People smugglers are “getting away with murder”, says Boris Johnson, after dozens of migrants drowned trying to cross the Channel yesterday in a “flimsy” vessel that the French interior minister compared to a paddling pool. The answer is to “increase the number of safe routes to the United Kingdom”, says Stephen Bush in The New Statesman. The Times says the PM is planning “legal reforms to make crossings harder”. JPMorgan’s CEO, Jamie Dimon, has apologised twice after joking that his company would outlast the Chinese Communist Party. Presumably nervous about the reported $20bn his bank has invested in China, he said: “It’s never right to joke about or denigrate any group of people, whether it’s a country, its leadership or any part of a society.” Two pigs have invaded a West Yorkshire golf course, injuring a player and forcing 15 others off the course. The runaway porkers disrupted play, “pushing golf trolleys and bags over”, and biting the greenkeeper.

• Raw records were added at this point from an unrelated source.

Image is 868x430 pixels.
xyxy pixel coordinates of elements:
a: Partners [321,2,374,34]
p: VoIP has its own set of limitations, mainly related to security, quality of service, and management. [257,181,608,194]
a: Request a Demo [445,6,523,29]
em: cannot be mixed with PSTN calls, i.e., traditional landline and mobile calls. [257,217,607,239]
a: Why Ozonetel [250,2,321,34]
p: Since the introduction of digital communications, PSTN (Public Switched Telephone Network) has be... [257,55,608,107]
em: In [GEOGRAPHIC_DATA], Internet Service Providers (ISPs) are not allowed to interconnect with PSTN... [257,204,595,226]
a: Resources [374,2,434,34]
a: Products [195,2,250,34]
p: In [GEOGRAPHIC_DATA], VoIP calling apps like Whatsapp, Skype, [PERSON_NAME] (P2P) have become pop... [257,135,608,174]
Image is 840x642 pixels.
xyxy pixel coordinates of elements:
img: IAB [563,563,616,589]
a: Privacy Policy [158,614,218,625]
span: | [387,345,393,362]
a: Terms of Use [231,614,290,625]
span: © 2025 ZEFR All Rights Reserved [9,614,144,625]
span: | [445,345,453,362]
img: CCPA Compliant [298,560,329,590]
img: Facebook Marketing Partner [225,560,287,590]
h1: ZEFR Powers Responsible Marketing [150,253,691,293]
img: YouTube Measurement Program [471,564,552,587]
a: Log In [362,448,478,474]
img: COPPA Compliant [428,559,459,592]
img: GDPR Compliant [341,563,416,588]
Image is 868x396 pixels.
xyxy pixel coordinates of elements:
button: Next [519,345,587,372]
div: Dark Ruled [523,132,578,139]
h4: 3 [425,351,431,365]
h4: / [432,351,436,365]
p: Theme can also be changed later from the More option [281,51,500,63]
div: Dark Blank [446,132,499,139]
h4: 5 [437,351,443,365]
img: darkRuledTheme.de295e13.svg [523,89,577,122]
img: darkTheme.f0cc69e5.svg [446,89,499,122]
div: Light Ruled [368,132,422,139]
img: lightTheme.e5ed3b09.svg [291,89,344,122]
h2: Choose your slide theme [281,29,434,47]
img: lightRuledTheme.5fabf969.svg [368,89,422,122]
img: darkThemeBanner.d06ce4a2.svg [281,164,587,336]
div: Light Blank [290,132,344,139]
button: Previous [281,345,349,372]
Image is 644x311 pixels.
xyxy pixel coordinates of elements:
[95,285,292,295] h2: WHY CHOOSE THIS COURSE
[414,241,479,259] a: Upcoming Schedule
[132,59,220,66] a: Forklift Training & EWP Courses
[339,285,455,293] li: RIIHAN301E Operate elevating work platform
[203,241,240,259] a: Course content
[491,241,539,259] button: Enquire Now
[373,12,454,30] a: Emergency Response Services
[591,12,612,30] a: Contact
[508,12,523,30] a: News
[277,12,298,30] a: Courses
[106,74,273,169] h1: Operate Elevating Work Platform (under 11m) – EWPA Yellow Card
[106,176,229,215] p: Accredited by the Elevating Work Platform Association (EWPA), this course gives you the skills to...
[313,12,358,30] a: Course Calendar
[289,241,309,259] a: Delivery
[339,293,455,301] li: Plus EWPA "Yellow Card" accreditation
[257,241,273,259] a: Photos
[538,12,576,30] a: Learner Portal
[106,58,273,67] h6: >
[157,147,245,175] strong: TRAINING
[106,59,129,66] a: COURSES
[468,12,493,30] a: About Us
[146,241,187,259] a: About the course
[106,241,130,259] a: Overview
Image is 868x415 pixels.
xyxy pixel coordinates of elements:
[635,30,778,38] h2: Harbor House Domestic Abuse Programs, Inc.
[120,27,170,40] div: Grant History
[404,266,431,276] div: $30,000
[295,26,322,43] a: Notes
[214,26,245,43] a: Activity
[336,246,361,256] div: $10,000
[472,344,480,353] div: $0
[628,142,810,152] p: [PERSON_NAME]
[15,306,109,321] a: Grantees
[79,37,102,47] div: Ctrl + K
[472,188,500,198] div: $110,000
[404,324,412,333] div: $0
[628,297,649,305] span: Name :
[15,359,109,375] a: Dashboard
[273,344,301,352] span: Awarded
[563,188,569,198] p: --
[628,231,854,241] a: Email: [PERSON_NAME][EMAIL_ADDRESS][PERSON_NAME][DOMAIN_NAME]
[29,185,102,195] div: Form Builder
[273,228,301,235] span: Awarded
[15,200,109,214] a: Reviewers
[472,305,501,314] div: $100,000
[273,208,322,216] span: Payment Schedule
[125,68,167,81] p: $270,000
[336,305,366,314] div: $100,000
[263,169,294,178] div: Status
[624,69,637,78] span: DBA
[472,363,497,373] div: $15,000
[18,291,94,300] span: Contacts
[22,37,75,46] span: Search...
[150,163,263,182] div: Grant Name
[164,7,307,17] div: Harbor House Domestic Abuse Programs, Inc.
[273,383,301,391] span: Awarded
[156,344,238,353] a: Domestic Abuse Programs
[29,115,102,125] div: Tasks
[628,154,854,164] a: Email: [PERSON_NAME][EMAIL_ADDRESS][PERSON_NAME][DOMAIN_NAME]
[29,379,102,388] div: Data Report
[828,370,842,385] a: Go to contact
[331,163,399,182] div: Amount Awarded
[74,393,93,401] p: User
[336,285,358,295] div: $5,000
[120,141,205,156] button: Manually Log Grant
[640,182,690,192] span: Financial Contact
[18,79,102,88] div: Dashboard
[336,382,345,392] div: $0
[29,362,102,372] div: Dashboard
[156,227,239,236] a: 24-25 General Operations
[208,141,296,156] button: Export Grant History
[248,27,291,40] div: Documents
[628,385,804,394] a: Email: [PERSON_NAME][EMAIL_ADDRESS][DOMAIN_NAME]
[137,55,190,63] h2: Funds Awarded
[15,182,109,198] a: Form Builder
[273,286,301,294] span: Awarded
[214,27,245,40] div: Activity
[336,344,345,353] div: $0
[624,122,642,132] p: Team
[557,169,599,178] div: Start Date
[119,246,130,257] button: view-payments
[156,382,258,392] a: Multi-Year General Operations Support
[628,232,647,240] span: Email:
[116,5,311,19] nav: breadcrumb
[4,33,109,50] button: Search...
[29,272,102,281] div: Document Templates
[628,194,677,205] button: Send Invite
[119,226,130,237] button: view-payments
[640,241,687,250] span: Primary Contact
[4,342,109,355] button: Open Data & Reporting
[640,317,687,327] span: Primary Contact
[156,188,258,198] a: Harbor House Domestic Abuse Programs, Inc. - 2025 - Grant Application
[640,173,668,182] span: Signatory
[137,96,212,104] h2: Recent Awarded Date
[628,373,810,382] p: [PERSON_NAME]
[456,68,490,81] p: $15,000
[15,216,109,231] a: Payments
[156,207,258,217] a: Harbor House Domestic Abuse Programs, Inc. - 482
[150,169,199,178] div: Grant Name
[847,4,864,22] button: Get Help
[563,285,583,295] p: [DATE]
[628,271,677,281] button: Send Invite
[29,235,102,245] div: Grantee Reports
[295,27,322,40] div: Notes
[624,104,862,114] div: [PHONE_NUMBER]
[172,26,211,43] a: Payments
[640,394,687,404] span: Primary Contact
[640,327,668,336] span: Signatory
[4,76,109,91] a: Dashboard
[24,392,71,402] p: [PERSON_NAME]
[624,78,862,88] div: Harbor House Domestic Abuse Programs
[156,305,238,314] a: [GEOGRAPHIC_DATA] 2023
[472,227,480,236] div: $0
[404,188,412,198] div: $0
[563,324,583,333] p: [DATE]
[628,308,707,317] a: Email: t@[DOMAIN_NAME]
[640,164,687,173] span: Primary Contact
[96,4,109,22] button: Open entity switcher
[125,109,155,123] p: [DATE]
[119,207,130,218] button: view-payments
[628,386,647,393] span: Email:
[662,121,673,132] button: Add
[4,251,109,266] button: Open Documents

Albatrosses are among the world’s most monogamous creatures – but climate change could be making them break up more, says a Royal Society study. Usually only 1%-3% of black-browed albatrosses split up with their partner after mating season, but after years of abnormally high sea temperatures, the “divorce” rate has risen as high as 8%. Warmer waters mean fewer fish and less food, which raises the birds’ stress levels.
The great escape
The super-rich are fed up with holidaying in luxury hotels. That’s why travel company Black Tomato offers a Get Lost package, which sees clients dumped in the middle of a jungle, desert or mountain range and left to find their way out. Participants must surrender their phones, but are tracked by a support team to keep them safe. Trips cost up to £100,000 per person.
Zeitgeist
The Norwegian post office is celebrating the 50th anniversary of the country decriminalising homosexuality with a new Christmas advert, “When Harry met Santa”. A shirtless man comes downstairs to find Father Christmas putting presents under the tree. They lock eyes, then Santa blushes before dashing up the chimney. The next year they reunite and kiss. Some viewers were cross about the twist, but as one Twitter user said: if you’re “traumatised cause santa is gay, wait till [you] find out he doesn’t exist”.
On the money
The latest Bond movie, No Time to Die, looks set to lose money – despite taking more than $730m at the global box office. Variety says the film needs to gross almost $900m to break even because of extended borrowing and advertising costs during the pandemic.
Noted
Ambulances have been called to Amazon’s British warehouses nearly 1,000 times since 2018, says the Daily Mirror. Paramedics treated employees who lost consciousness, were suffering from “traumatic injuries” and had breathing problems. Workers are treated “like slaves”, according to one whistle-blowing employee: staff are expected to pick up as many as 380 items an hour during 10-hour night shifts. Earlier this month a worker was found dead in the toilets of Amazon’s warehouse in Tilbury, Essex.
Quoted
Quoted 25-11
“A lawyer is a person who writes a 10,000-word document and calls it a ‘brief’.”
Franz Kafka
Snapshot answer
It’s a 60ft-high replica of the Taj Mahal, complete with minarets and domes, that a 52-year-old Indian businessman has built to show his love for his wife. Their home in Barhanpur, central India, took three years to build and is a third as big as the 17th-century original. The white marble flooring and façade come from the quarry in Rajasthan that was used for the Taj Mahal.